For years some cities have had social workers or mental-health professionals respond to 911 calls from or about a despondent or agitated person. In most smaller communities that hasn't been an option, forcing local law officers — who may not be properly trained or equipped for a mental health emergency —to respond, report Tony Leys and Arielle Zionts for Kaiser Health News.
"They don’t know how to handle people like me," said Jeff White, an Iowa man who struggles with depression and schizophrenia. "They just don’t. They’re just guessing." White told Kaiser Health News that officers often took him to a hospital or jail. But now, as part of a program that serves 18 mostly rural counties in central and northern Iowa, residents like White are able to instead contact a state-run hotline that will send a pair of mental health professionals instead.
Though mental illness is just as prevalent in rural areas as urban ones, mental-health crisis response teams have been slower to catch on in rural areas because they are geographically larger and have fewer mental-health professionals, said Hannah Wesolowski, chief advocacy officer for the National Alliance on Mental Illness. However, the programs are making inroads slowly across the country, as small police departments and sheriffs' offices find the crisis-response programs can save them time and money, Kaiser reports.
A South Dakota program called Virtual Crisis Care equips officers with iPads and officers "can use the tablets to set up video chats between people in crisis and counselors from a telehealth company." According to a state study, nearly 80% of the people who complete the video assessment wind up staying at home, as opposed to being taken by an officer to the hospital or jail for observation.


- _TASK GOAL_
Your response should contain every line from the data below that holds the string "callout".
● ● ● ● ●
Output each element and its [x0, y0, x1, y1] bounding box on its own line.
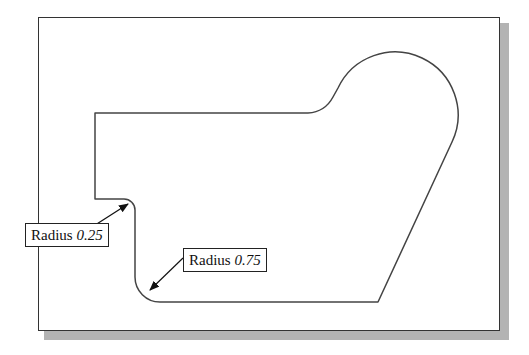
part-outline	[95, 52, 458, 302]
leader-arrow-radius-0-75	[150, 258, 183, 290]
callout-value: 0.25	[76, 227, 102, 243]
callout-radius-0-75: Radius 0.75	[183, 248, 267, 272]
drawing-canvas	[0, 0, 529, 355]
callout-value: 0.75	[234, 252, 260, 268]
callout-label: Radius	[31, 227, 76, 243]
callout-radius-0-25: Radius 0.25	[25, 223, 109, 247]
callout-label: Radius	[189, 252, 234, 268]
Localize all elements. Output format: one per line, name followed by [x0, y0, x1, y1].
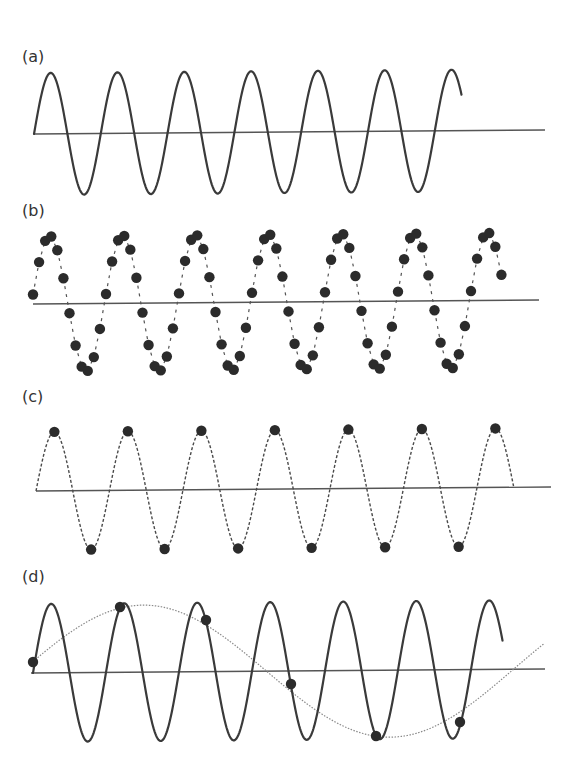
aliasing-figure: (a) (b) (c) (d) [0, 0, 573, 772]
sample-point [362, 338, 372, 348]
connector-line [392, 292, 398, 327]
connector-line [246, 293, 252, 328]
sample-point [314, 322, 324, 332]
sample-point [52, 245, 62, 255]
sample-point [399, 254, 409, 264]
sample-point [123, 426, 133, 436]
connector-line [173, 293, 179, 328]
connector-line [428, 275, 434, 310]
sample-point [119, 231, 129, 241]
sample-point [265, 230, 275, 240]
sample-point [58, 273, 68, 283]
sample-point [338, 229, 348, 239]
sample-point [455, 717, 465, 727]
sample-point [466, 286, 476, 296]
sample-point [86, 544, 96, 554]
panel-d: (d) [22, 567, 545, 742]
sample-point [137, 307, 147, 317]
sample-point [270, 425, 280, 435]
sample-point [429, 305, 439, 315]
panel-a-axis [34, 130, 545, 134]
sample-point [448, 363, 458, 373]
sample-point [241, 323, 251, 333]
panel-b-axis [33, 300, 539, 304]
sample-point [49, 427, 59, 437]
sample-point [156, 365, 166, 375]
connector-line [319, 292, 325, 327]
sample-point [210, 307, 220, 317]
sample-point [253, 255, 263, 265]
sample-point [460, 321, 470, 331]
sample-point [490, 423, 500, 433]
sample-point [380, 542, 390, 552]
sample-point [271, 243, 281, 253]
sample-point [168, 323, 178, 333]
sample-point [143, 340, 153, 350]
sample-point [34, 257, 44, 267]
sample-point [95, 324, 105, 334]
panel-a-label: (a) [22, 47, 44, 66]
connector-line [100, 294, 106, 329]
sample-point [343, 424, 353, 434]
sample-point [28, 657, 38, 667]
sample-point [484, 228, 494, 238]
sample-point [393, 286, 403, 296]
sample-point [308, 350, 318, 360]
sample-point [70, 340, 80, 350]
sample-point [201, 615, 211, 625]
connector-line [136, 278, 142, 313]
connector-line [63, 278, 69, 313]
sample-point [180, 256, 190, 266]
sample-point [216, 339, 226, 349]
sample-point [356, 306, 366, 316]
sample-point [283, 306, 293, 316]
sample-point [115, 602, 125, 612]
sample-point [64, 308, 74, 318]
sample-point [350, 271, 360, 281]
sample-point [89, 352, 99, 362]
connector-line [355, 276, 361, 311]
sample-point [83, 366, 93, 376]
sample-point [490, 242, 500, 252]
sample-point [387, 321, 397, 331]
connector-line [282, 277, 288, 312]
sample-point [320, 287, 330, 297]
sample-point [162, 351, 172, 361]
sample-point [101, 289, 111, 299]
sample-point [453, 542, 463, 552]
panel-d-label: (d) [22, 567, 45, 586]
sample-point [247, 288, 257, 298]
sample-point [326, 255, 336, 265]
panel-b: (b) [22, 201, 539, 376]
sample-point [192, 230, 202, 240]
sample-point [472, 253, 482, 263]
panel-a: (a) [22, 47, 545, 195]
sample-point [28, 289, 38, 299]
sample-point [371, 731, 381, 741]
sample-point [435, 337, 445, 347]
panel-b-label: (b) [22, 201, 45, 220]
connector-line [209, 277, 215, 312]
sample-point [198, 244, 208, 254]
sample-point [302, 364, 312, 374]
sample-point [107, 256, 117, 266]
sample-point [381, 350, 391, 360]
connector-line [465, 291, 471, 326]
sample-point [417, 242, 427, 252]
sample-point [131, 273, 141, 283]
sample-point [204, 272, 214, 282]
sample-point [286, 679, 296, 689]
sample-point [454, 349, 464, 359]
sample-point [46, 231, 56, 241]
sample-point [196, 426, 206, 436]
sample-point [235, 351, 245, 361]
sample-point [344, 243, 354, 253]
panel-c-label: (c) [22, 387, 43, 406]
sample-point [125, 244, 135, 254]
sample-point [289, 339, 299, 349]
sample-point [174, 288, 184, 298]
sample-point [417, 424, 427, 434]
sample-point [233, 543, 243, 553]
sample-point [423, 270, 433, 280]
panel-c: (c) [22, 387, 551, 555]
● ● ● ● ●
- _WRITTEN REPLY_
callout-value: 0.25	[76, 227, 102, 243]
callout-radius-0-75: Radius 0.75	[183, 248, 267, 272]
callout-value: 0.75	[234, 252, 260, 268]
callout-label: Radius	[31, 227, 76, 243]
callout-radius-0-25: Radius 0.25	[25, 223, 109, 247]
callout-label: Radius	[189, 252, 234, 268]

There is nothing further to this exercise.